28 March 2014

I {hate,heart} NaN

For two week's I've intermittently been tracking down an issue where suddenly a flow profile goes from turbulent/sane to a uniform flow profile in a single time step.

For awhile now I've been running with a custom banded solver that permits

  • mixed precision factorization
  • use of approximate factorizations, and
  • iterative refinement.
Relative to ZGBSVX this has been a net win. I get firm control over the quality of my linear system solutions and save a factor of 10 (yes, 10) over LAPACK's Cadillac banded solve.
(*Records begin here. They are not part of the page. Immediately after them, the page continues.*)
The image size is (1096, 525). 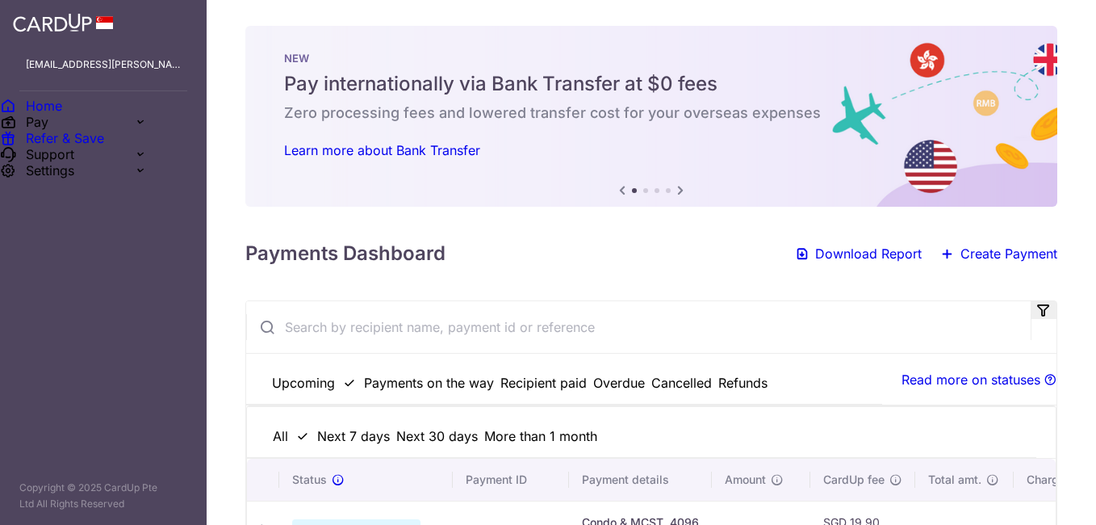 I want to click on a: Download Report, so click(x=738, y=259).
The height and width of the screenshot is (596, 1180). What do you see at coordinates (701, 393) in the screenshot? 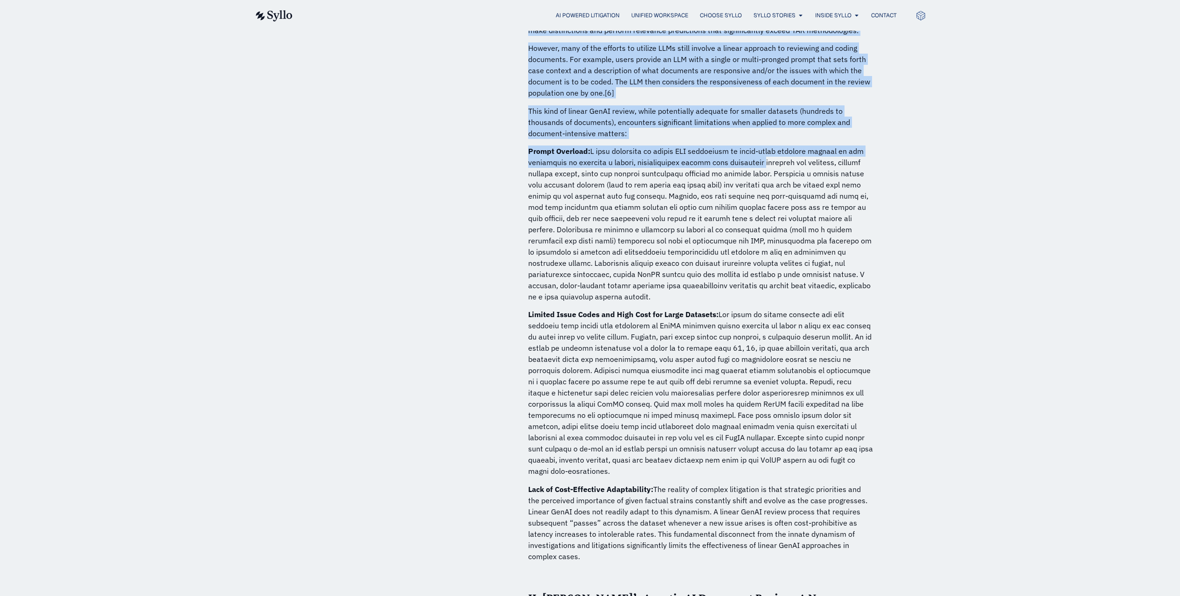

It turns out that I didn't harden my one-off solver against NaNs. Ah, NaNs. Those lovely things that can make puzzling things like the following happen to a simulation:

The problem wasn't the NaN showing up in a computation, as I'd notice that. The problem was NaN showing up in a residual computation. Necessarily, that NaN failed a residual tolerance check. Because the tolerance check was false, I'd kick back a linear solution consisting of all zeros from an initial solution residual calculation that I'd performed.

What happened next was a comedy of my best intentions. I had a forcing constraint set so that if my solution failed to match my freestream, the state profile was forced to match. As my solution was all zeros, that NaN residual combined with the forcing caused my solution to become the freestream in a single time step. And suddenly my simulations went from sane to uniform instantaneously.

This came to me on the motorcycle while riding home after a rough day.

I simultaneously love and hate the beauty that is floating point.